Good Weekend

Celebrating the Aussie-Chinese food of my childhood, and future

You can take your pick this weekend as to whether you celebrate all things Australian or all things Chinese – or neither, you old grouch. I'm having a bet each way by celebrating the Aussie-Chinese food of my childhood, and my future.

I learnt a lot at the lazy-susanned tables of the Mee Ging, Fairy Stork and the Tientsin on Acland Street, in Melbourne's seaside suburb of St Kilda. The chefs at these restaurants were developing a legitimate regional cuisine that had its spiritual roots in the make-do cooking of early Chinese immigrants on the goldfields, at outback stations, and in country pubs. (Fun fact: by 1890, one-third of all cooks in Australia were Chinese.)

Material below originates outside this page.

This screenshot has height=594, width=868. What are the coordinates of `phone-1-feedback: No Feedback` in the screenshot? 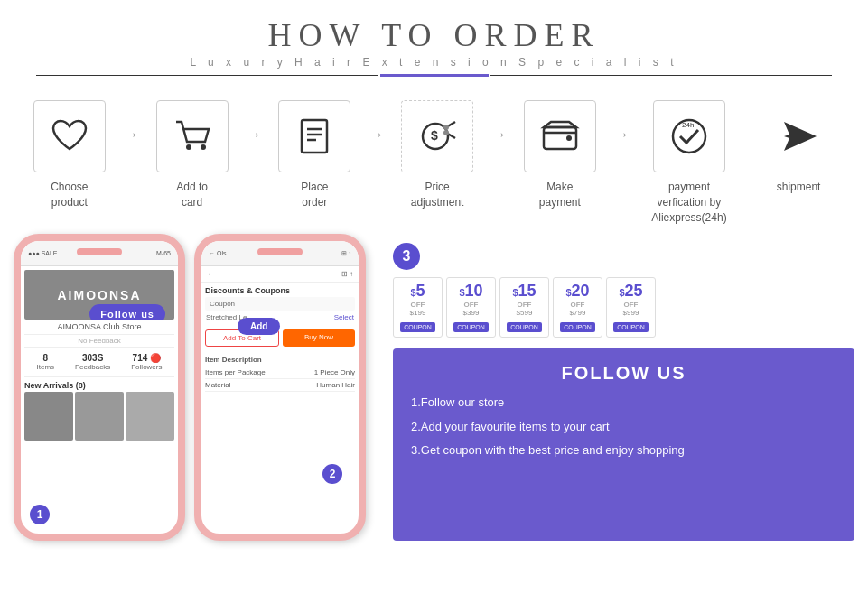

Chinese chefs and restaurateurs have long worked hard, and often ingeniously, to temper their ancient cuisines in a way that appeals to a new, non-Chinese customer. Brilliant case in point: William Chen Wing Young, of Melbourne's Wing Lee restaurant, inventing the dim sim (not dim sum, the collective term) in 1945. 

More steamed meatball than delicate siu mai, it nevertheless helped to get a whole generation of suspicious diners across the line. So did the lemon chicken, black bean beef, fluorescent-red sweet and sour pork and cornflour thickened chicken chow mein of the traditional Friday night Chinese takeaway.

These days we like to get all snobbish about those dishes as we dine at Mr Wong, Spice Temple and Billy Kwong – but wait. There's now a new style of Aussie Chinese, brought to you by a new style of Aussie-Chinese chef.

Quirky brother-and-sister Sydney pop-up Good Luck Pinbone has moved straight into old-school Chinese territory with their stir-fried chrysanthemum greens over macadamia milk custard, smoked eel on soy and linseed toast, and boiled peanuts ("because they're awesome"). 

Victor Liong of Melbourne's Lee Ho Fook makes his own scampi crackers and adds blue swimmer crab and scallop to his fried rice. Aussie-Chinese food is even back in pubs. Melbourne has Andrew McConnell's Ricky & Pinky at the Builders Arms, where the ma po beancurd evokes the old Mandarin restaurant in Toorak Road in the 1980s.

Sydney has Merivale's new Queen Chow in Enmore, where pippies and black beans are steamed in Young Henry's lager, and dessert is poetically named "the forgotten koi fish in the frozen pond". It's the law of the lazy susan – everything that goes around comes around – eventually.